Sunday, November 29, 2009

Dames, Ducks and the Defiant



At my parents house to-day, I found a lot of ornaments had just been added to the Christmas tree, including artefacts of my youth as a Trekkie;


I love my Enterprise-D ornament, but it always bugged me that it was white instead of the Enterprise-D's actual colour, a pale, greyish blue.



I can't imagine there're many people with a Romulan Warbird ornament.


Nothing says Christmas like the U.S.S. Defiant. Stick it to the Dominion this holiday season.


Guilty, vaguely Norwegian Elvis. I think this one's my mother's.


I think this one's my mother's, too. I'm not sure who it is, but I thought it was very regal.

I was really digging my sister's vintage style Barbie ornaments;







"Oh, how can you talk like that when my husband's dead, Mr. Marlowe!"
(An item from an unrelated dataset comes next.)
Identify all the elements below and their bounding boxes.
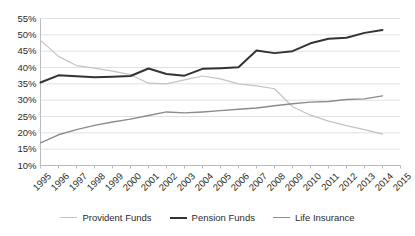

My Disney duck obsession that goes back to an even younger age;




This Garfield one was always one of my favourites. My favourites were always the ones that tried to counterfeit reality, in this case using different components to give the impression of an actual cartoon cat in a bag;


Read more War and Peace last night--Pierre's encounter with a prominent freemason. Pierre, established as a serious, intellectual character at this point in the book finds himself immensely troubled after shooting a man who may be his wife's lover in a duel. The man, Dolokhov, doesn't die, and we don't get the impression Dolokhov wasn't making love to Pierre's wife, but I loved how the result of the duel Pierre'd rashly instigated wasn't satisfaction for Pierre, or doubt that Dolokhov was his wife's lover, but rather an overwhelming feeling that life was a sort of aimless and destructive trap. Previously an atheist, we see him very eagerly wooed by the freemason's pitch for Christianity and I was impressed that Tolstoy's narrative itself is neither definitely religious or anti-religious--one can see that the despair of his present circumstances drives Pierre to find something to hold onto. The mason's argument seems to be based on the idea that grace in human's is God, and the utility of this idea seemed rather clear to me--one can feel more secure in attempting to do good things if one can disassociate that motive from past action which one might feel guilty about. Then, there's neatly compartmentalised the dirty parts of a personality and the clean parts. I'm happy Pierre's starting to feel better, but I can see how this philosophy could lead to some problems.

Last night's tweets;

Why's it hard to find glass bowls with glass lids?
They don't want you microwaving spinach.
It's good for you if it's approved by kids.
Their exiled king's Dennis Kucinich.